Fun fact: Mae is one of the six women of NASA LEGO figurines.
Mae says: “We look at science as something very elite, which only a few people can learn. That’s just not true. You just have to start early and give kids a foundation. Kids live up, or down, to expectations.”
photo: Wikimedia commons
5. Marie Curie
(1867–1934) A physicist and chemist who was not only the first woman ever to win a Nobel Prize, she was also the first person and only woman to win it twice, once for Chemistry and once for Physics. Her pioneering work includes the theory of radioactivity and discovering not one but two elements (radium and polonium).
Be Like Marie
We don’t want you having any radioactive waste in your house but you can get in the spirit of Marie Curie’s work by creating some glow-in-the-dark science.

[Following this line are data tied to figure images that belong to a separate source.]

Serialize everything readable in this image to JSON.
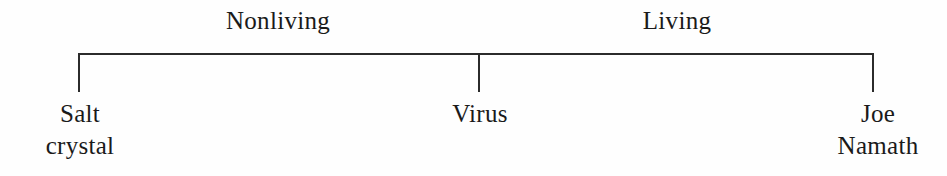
{
  "figure": {
    "name": "living-nonliving-continuum",
    "background_color": "#fefefe",
    "line_color": "#2b2b2b",
    "text_color": "#1a1a1a"
  },
  "categories": [
    {
      "label": "Nonliving",
      "center_x": 278
    },
    {
      "label": "Living",
      "center_x": 677
    }
  ],
  "endpoints": [
    {
      "name": "salt-crystal",
      "line1": "Salt",
      "line2": "crystal",
      "tick_x": 78
    },
    {
      "name": "virus",
      "line1": "Virus",
      "line2": "",
      "tick_x": 479
    },
    {
      "name": "joe-namath",
      "line1": "Joe",
      "line2": "Namath",
      "tick_x": 874
    }
  ],
  "rule": {
    "y": 54,
    "left_x": 78,
    "right_x": 874,
    "tick_bottom_y": 92,
    "stroke_width": 2
  }
}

Try making glow bubbles or splashing in a (non) toxic pool of bathwater.
Marie says: “A scientist in his laboratory is not a mere technician: he is also a child confronting natural phenomena that impress him as though they were fairy tales.”
photo: Wikimedia commons
6. Alice Eastwood
(1859-1953) Born in Canada, Eastwood is best known for her work as a renowned (and self-taught!) botanist who is credited with building the extensive collection of botanical specimens at the California Academy of Sciences in San Francisco, Ca. Not only did she collect them, in 1906 after the big earthquake she rescued the collection from the fire, managing to save 1497 irreplaceable botanical specimens. She lost her own home and all of her possessions, choosing to save the collection over all else. There are 17 plant species (and two plant genera) named for her, including the above pictured Fritillaria eastwoodiae. She went on many expeditions, especially in and around the California Sierra Nevada mountains, hiking with the Sierra Club and documenting the plants. She also hiked Mt. Shasta by herself. She published over 300 scientific articles in her lifetime.
Follow Alice
Try your hand at some homespun botany with an indoor garden project you can do in your own kitchen, windowsill or balcony.

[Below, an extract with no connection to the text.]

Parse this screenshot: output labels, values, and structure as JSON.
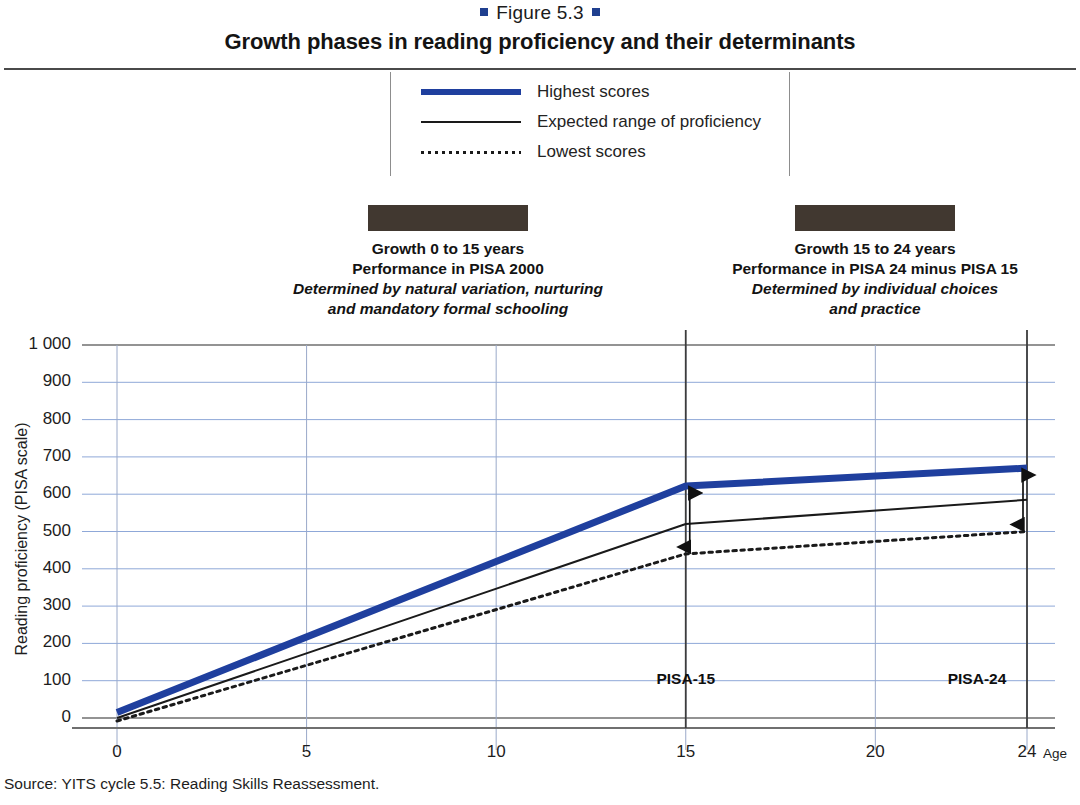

After the great fire, Alice wrote: “I did not feel the loss to be mine, but it is a great loss to the scientific world and an irreparable loss to California. My own destroyed work I do not lament, for it was a joy to me while I did it, and I can still have the same joy in starting it again… .”
photo: Wikimedia commons
7. Tu Youyou
Born 1930
Chinese-born Tu Youyou took the 2015 Nobel Prize in Physiology or Medicine, primarily for her work in researching and discovering artemisinin and dihydroartemisinin, two compounds used to treat malaria. Her work has saved millions of lives. More than 240,000 other compounds had been previously studied as a treatment for malaria by scientists all over the world for years, but in 1960 Tu began analyzing plants from Chinese medicine. Tu and her team selected 2000 potential plants and eventually narrowed them down to just one. The compound comes from an artemisia (wormwood) plant and has been used in traditional Chinese medicine for centuries. Tu’s extensive knowledge of the vast pharmacopeia of traditional and Western medicine has made her one of the most important scientists in her field. She found what no one else could. Interestingly her father named her Youyou after a sentence from the Chinese Book of Odes: “Deer bleat ‘youyou’ while they are eating wild Hao.” Hao is Artemesia!
Be Like Tu
Foster their love of experimenting with some at-home chemistry like this super basic vinegar and baking soda volcano, or get more complex (and messier) by making elephant toothpaste.
Tu says: “As a scientific worker we need innovation spirit to find new things.”